I Added Weather to Apple Calendar Without Any Apps

2 min read Published: August 26, 2025 Updated: August 27, 2025

Apple Calendar doesn't show weather. Google Calendar's weather widget disappeared. Outlook's weather add-in costs money.

I built something better: ClimoCal. It's a weather calendar you subscribe to once and forget about.

Get ClimoCal here - it's free and takes 2 minutes to set up.

How It Works

Subscribe to the calendar feed. Weather appears as daily events. Updates automatically every few hours. No app required.

Each day shows:
- High and low temperatures
- Weather emoji (☀️ 🌧️ ⛈️ ❄️)
- 16-day forecast
- Non-intrusive events (won't block your schedule)

I originally built this for planning shoots over the next couple weeks. Now I use it for everything.

Setting It Up (2 minutes)

For Apple Calendar:
1. Go to ClimoCal
2. Copy the calendar URL
3. In Calendar app: File > New Calendar Subscription
4. Paste the URL
5. Set Auto-refresh to "Every Hour" or "Every Day"
6. TURN OFF Alerts (you don't want weather notifications)
7. Click OK

For Google Calendar/Outlook:
1. Go to ClimoCal
2. Copy the calendar URL
3. In calendar.google.com: Other calendars > From URL
4. Paste the URL
5. After it appears: Settings > turn off all notifications

Important: Turn off notifications. You don't need alerts for tomorrow's weather. Set auto-refresh so it stays current.

Why I Built This

Weather apps are bloated. Weather widgets break. I just wanted to see if I needed a jacket when looking at tomorrow's meetings. Or if an outdoor shoot might get rained out.

ClimoCal runs on GitHub Actions. No server costs. No maintenance. It fetches weather data daily at 6 AM and generates a fresh calendar file. Your calendar app checks for updates automatically.

The Technical Bit

Uses Open-Meteo API (no key needed). Generates .ics files with proper TTL headers. Hosted on GitHub Pages for 100% uptime. The entire thing is 50 lines of JavaScript.

Only a few cities are up while I test it. Email me at johnnyhockin@gmail.com to add your city - I could use the testing, and it takes 5 minutes.

Coming Soon

I want to add seasonal average temps for horizons beyond 16 days. Because at our company we're planning months in advance and it would be helpful.

Frequently Asked Questions

Is this really free?

Yes. Runs on free GitHub Actions and Pages. No catch.

Can I customize it?

Not yet. Just weather and temps for now. Keeping it simple.

Will it work forever?

That's the plan. No maintenance required.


The line containing "Given this 1024*768" marks where to begin; quote it and every line after it through the end of the data, exactly as written.

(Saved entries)
--

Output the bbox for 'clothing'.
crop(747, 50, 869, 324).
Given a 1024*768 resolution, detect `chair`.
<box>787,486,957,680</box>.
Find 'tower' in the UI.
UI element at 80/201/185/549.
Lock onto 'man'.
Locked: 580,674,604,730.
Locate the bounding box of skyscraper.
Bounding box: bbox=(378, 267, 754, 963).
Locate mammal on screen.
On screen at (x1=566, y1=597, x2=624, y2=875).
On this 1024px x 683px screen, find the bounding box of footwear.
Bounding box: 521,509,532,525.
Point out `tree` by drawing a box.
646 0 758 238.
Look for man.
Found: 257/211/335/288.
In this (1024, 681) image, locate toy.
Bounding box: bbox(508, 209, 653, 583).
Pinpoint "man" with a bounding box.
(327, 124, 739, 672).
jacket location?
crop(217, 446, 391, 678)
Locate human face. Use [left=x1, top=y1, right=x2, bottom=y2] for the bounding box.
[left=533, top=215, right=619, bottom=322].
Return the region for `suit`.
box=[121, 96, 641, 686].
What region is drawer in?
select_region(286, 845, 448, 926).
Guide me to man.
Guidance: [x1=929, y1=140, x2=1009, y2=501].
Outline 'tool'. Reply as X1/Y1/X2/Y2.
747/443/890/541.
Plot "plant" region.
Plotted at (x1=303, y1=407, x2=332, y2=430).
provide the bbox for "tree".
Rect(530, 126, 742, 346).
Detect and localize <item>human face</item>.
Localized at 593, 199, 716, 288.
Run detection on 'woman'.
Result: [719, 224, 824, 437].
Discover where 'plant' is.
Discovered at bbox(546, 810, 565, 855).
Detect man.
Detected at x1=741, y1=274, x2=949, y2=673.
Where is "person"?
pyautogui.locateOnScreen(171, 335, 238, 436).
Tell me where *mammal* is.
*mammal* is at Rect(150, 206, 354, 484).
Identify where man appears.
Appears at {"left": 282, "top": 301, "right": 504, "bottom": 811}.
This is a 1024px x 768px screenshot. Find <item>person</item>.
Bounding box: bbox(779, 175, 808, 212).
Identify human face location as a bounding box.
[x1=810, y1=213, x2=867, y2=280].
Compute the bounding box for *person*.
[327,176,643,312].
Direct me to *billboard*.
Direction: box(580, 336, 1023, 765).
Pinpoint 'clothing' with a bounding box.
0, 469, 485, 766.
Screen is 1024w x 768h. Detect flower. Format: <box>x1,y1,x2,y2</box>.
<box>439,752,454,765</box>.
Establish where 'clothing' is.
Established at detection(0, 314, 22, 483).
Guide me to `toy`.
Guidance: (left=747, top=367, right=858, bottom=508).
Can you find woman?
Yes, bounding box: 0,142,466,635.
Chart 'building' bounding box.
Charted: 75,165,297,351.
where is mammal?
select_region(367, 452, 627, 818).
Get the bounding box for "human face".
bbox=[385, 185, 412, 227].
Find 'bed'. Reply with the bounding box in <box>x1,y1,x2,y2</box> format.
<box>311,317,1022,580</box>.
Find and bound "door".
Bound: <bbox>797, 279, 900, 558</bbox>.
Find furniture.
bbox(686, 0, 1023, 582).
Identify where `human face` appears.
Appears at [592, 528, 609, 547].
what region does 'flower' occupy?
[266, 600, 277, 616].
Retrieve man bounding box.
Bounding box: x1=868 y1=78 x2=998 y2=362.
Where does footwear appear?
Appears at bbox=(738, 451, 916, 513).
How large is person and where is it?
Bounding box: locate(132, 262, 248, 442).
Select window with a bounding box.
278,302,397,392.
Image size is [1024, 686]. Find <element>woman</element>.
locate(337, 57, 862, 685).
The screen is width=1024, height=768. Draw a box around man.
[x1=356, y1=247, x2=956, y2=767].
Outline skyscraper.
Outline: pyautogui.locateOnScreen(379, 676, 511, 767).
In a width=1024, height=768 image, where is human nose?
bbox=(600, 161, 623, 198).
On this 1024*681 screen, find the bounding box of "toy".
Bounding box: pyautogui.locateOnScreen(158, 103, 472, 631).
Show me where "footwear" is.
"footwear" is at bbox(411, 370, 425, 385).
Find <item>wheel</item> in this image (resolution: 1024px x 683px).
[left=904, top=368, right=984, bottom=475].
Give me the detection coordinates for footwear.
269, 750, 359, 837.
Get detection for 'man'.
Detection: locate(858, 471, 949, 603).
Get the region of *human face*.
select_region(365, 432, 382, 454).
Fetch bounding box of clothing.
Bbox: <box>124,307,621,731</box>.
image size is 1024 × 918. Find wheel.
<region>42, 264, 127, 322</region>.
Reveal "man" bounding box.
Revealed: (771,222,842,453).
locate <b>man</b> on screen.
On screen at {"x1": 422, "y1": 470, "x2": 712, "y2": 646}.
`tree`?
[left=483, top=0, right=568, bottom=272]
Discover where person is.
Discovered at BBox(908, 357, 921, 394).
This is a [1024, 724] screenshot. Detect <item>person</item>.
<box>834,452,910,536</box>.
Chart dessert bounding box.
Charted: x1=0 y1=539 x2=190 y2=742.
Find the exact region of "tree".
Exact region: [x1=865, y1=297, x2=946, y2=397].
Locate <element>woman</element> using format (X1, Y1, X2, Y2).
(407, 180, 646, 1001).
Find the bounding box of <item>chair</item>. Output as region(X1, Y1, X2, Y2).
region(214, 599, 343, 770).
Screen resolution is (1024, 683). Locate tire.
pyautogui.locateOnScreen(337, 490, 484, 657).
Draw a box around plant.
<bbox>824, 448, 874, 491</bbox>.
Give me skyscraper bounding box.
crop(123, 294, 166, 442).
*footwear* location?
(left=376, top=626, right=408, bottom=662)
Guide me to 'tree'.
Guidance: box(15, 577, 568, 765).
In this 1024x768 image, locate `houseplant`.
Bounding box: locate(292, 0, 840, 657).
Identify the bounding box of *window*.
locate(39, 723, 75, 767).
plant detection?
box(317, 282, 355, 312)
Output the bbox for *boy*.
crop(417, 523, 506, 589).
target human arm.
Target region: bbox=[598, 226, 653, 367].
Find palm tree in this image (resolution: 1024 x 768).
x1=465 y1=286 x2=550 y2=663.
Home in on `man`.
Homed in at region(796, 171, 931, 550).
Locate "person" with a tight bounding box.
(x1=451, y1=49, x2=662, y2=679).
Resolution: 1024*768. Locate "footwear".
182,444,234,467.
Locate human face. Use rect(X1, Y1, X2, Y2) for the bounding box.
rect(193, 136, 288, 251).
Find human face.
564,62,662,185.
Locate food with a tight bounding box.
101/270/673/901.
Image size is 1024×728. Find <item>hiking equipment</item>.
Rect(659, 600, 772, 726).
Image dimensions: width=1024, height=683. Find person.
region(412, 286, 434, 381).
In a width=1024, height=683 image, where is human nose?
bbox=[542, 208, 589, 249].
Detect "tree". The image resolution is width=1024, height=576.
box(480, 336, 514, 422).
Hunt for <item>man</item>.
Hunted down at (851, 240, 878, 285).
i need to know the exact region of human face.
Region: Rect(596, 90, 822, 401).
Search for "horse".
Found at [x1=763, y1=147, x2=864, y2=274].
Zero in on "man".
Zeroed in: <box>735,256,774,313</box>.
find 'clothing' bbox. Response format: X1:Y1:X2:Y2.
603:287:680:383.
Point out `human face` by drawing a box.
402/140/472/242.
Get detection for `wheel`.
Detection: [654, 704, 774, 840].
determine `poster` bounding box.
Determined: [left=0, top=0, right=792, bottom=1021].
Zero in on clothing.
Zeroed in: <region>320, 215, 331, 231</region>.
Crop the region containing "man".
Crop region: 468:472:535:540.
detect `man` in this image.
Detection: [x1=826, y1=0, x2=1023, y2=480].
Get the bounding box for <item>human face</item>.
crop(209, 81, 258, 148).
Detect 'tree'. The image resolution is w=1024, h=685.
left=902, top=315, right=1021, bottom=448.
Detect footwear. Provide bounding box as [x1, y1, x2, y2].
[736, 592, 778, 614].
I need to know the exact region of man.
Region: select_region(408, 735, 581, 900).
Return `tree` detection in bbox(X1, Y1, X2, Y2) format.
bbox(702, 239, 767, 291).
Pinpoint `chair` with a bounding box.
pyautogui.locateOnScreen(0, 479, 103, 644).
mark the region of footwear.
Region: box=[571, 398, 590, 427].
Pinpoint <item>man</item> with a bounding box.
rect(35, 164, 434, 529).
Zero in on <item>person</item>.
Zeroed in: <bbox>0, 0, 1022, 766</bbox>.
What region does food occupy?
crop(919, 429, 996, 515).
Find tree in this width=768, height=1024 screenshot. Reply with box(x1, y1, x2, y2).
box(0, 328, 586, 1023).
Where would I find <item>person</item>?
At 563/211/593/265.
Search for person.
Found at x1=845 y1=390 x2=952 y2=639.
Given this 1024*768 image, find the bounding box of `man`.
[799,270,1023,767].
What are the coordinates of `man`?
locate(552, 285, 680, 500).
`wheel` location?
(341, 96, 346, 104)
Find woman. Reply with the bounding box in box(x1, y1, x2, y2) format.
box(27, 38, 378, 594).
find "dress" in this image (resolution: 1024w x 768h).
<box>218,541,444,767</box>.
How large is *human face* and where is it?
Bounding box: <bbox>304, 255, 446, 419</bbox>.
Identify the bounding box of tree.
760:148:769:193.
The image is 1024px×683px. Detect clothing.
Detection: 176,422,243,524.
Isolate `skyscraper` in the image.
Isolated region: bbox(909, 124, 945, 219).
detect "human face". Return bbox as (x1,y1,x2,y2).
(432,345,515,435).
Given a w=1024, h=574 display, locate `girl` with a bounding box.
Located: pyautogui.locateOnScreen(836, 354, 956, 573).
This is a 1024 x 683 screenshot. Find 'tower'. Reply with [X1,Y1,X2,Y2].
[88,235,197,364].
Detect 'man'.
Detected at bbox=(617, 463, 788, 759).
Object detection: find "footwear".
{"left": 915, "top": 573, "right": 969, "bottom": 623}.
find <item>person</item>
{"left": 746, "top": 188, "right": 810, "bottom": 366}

--

**Solution to this problem:**
Given this 1024*768 image, find the bounding box of `man`.
[799,270,1023,767].
What are the coordinates of `man`?
locate(552, 285, 680, 500).
`wheel` location?
(341, 96, 346, 104)
Find woman. Reply with the bounding box in box(x1, y1, x2, y2) format.
box(27, 38, 378, 594).
find "dress" in this image (resolution: 1024w x 768h).
<box>218,541,444,767</box>.
How large is *human face* and where is it?
Bounding box: <bbox>304, 255, 446, 419</bbox>.
Identify the bounding box of tree.
760:148:769:193.
The image is 1024px×683px. Detect clothing.
Detection: 176,422,243,524.
Isolate `skyscraper` in the image.
Isolated region: bbox(909, 124, 945, 219).
detect "human face". Return bbox as (x1,y1,x2,y2).
(432,345,515,435).
Given a w=1024, h=574 display, locate `girl` with a bounding box.
Located: pyautogui.locateOnScreen(836, 354, 956, 573).
This is a 1024 x 683 screenshot. Find 'tower'. Reply with [X1,Y1,X2,Y2].
[88,235,197,364].
Detect 'man'.
Detected at bbox=(617, 463, 788, 759).
Object detection: find "footwear".
{"left": 915, "top": 573, "right": 969, "bottom": 623}.
find <item>person</item>
{"left": 746, "top": 188, "right": 810, "bottom": 366}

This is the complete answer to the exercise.